Thursday, April 01, 2021

Carl Hart, Jr., The Lubbock Lights Photographer has Died

 

John Steiger alerted me to this and it is something that I should have noted last year. Carl Hart, Jr., the teenager who took the iconic Lubbock Lights pictures, died on September 24, 2020, in Lubbock.

He was born in Lubbock, attended the Lubbock High School and graduated from Texas Tech University. He was a first-generation Eagle Scout and had a passion for scouting during his life.

Carl Hart in 1951.

In September, 1951, Hart, who was interested in photography, was lying in bed when he saw a group of lights flash overhead. He knew, based on the newspaper accounts, that the lights sometimes returned. When they did, he was ready, photographing two flights. He originally took five pictures but one has been lost.

His pictures have been the subject of controversy since they were published. He was interviewed by Ed Ruppelt, then the chief of the Air Force UFO investigation. And he was maligned by Donald Menzel for perpetrating a hoax.

Hart maintained that he didn’t know what he photographed. On the bad advice of friends, he was told not to copyright the pictures because it would make it seem that he had faked them. Those pictures have been published around the world.

In the mid-1990s, while I was in Lubbock on another investigation, on a lark, I looked up his telephone number. I was surprised that he was still in Lubbock and surprised when he answered the telephone. We had a nice chat about the pictures. He told me that his house was gone, replaced by a Pizza Hut. At the end of the conversation, I asked him what he had photographed. He said that he still didn’t know. I might have been the last UFO researcher to interview him.

Other than this single brush with fame, Hart lived a quiet life in Lubbock. He was 87 years old.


Action item: Within the data below, find the string "Articles" and return each line where it occurs.

________

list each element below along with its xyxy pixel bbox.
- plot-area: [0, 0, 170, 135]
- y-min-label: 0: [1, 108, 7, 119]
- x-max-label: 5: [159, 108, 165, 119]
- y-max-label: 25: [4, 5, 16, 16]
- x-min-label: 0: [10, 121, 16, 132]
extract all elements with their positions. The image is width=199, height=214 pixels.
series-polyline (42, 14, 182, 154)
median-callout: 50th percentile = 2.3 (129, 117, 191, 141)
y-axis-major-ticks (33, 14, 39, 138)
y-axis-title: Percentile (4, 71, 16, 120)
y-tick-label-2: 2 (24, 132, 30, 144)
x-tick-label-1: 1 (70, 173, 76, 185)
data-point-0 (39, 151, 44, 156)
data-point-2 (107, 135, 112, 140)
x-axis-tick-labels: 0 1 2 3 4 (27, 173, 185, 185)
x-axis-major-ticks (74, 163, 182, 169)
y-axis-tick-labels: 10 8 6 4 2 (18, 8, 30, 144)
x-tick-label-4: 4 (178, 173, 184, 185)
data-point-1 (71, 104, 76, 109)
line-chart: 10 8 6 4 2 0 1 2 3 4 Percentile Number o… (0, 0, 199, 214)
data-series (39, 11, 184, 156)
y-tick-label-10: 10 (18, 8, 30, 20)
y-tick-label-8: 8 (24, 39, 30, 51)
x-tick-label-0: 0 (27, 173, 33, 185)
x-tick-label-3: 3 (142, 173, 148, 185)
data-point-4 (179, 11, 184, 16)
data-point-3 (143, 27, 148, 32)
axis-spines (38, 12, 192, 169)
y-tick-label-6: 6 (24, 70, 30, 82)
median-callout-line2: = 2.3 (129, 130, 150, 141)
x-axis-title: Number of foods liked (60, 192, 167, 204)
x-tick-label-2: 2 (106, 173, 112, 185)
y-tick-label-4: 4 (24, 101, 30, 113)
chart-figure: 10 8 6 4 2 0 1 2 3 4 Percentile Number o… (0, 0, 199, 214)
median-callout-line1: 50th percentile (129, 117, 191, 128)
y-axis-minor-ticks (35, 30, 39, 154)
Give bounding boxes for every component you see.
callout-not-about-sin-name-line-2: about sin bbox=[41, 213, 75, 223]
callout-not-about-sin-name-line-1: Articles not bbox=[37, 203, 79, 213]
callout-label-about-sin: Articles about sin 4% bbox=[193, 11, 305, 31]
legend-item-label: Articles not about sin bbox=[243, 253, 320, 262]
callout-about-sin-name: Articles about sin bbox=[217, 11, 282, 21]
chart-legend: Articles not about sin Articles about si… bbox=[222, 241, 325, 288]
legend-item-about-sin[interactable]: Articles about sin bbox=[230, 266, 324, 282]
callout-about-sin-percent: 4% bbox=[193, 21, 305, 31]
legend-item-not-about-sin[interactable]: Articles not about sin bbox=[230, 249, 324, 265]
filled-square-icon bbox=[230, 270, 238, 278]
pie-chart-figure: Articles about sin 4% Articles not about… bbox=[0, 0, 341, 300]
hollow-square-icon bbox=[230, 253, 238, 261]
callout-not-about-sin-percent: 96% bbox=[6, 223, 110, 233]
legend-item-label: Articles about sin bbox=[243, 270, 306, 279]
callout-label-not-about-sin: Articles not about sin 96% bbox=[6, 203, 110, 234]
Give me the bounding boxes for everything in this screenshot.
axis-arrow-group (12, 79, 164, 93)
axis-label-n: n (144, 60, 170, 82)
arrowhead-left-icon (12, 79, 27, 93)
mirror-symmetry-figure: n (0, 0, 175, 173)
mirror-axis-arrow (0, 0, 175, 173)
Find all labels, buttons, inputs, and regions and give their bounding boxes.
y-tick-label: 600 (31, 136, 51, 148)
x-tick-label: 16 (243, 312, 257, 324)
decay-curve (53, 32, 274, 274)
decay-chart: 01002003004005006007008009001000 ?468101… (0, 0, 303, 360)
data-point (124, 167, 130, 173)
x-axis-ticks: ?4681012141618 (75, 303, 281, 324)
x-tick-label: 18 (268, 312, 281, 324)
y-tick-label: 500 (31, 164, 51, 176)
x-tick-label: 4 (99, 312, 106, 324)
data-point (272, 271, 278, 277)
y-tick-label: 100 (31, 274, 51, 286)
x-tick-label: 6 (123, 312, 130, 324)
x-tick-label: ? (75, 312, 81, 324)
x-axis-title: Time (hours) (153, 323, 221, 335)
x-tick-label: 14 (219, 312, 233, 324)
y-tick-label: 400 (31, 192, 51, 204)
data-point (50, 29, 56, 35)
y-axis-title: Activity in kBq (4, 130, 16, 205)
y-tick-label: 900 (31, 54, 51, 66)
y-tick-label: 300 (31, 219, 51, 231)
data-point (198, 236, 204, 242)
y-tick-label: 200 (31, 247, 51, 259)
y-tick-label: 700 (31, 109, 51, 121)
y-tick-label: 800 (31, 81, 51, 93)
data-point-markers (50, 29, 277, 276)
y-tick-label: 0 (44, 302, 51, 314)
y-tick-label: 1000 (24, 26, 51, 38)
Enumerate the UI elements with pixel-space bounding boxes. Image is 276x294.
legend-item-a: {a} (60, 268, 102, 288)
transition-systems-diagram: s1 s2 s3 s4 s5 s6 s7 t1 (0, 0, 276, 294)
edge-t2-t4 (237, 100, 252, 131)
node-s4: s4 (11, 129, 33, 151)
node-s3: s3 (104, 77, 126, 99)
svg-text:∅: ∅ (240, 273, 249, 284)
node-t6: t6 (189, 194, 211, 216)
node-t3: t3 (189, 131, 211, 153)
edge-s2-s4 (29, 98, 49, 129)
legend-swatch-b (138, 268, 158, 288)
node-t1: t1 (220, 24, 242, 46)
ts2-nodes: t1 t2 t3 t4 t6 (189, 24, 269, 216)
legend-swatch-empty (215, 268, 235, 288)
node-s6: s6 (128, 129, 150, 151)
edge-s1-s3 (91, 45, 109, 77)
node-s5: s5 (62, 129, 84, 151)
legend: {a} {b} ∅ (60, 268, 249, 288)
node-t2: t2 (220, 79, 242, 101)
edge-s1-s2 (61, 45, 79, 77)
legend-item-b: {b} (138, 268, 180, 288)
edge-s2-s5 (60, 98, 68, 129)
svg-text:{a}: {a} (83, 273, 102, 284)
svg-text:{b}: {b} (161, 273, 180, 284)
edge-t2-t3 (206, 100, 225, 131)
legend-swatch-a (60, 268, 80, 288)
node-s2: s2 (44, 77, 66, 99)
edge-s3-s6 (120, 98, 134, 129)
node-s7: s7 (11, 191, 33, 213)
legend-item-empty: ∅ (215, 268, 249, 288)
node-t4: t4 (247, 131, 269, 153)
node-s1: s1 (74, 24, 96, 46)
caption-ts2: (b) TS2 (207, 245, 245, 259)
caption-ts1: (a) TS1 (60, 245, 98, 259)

________

Response:
callout-not-about-sin-name-line-1: Articles not bbox=[37, 203, 79, 213]
callout-label-about-sin: Articles about sin 4% bbox=[193, 11, 305, 31]
legend-item-label: Articles not about sin bbox=[243, 253, 320, 262]
callout-about-sin-name: Articles about sin bbox=[217, 11, 282, 21]
chart-legend: Articles not about sin Articles about si… bbox=[222, 241, 325, 288]
legend-item-about-sin[interactable]: Articles about sin bbox=[230, 266, 324, 282]
legend-item-not-about-sin[interactable]: Articles not about sin bbox=[230, 249, 324, 265]
pie-chart-figure: Articles about sin 4% Articles not about… bbox=[0, 0, 341, 300]
legend-item-label: Articles about sin bbox=[243, 270, 306, 279]
callout-label-not-about-sin: Articles not about sin 96% bbox=[6, 203, 110, 234]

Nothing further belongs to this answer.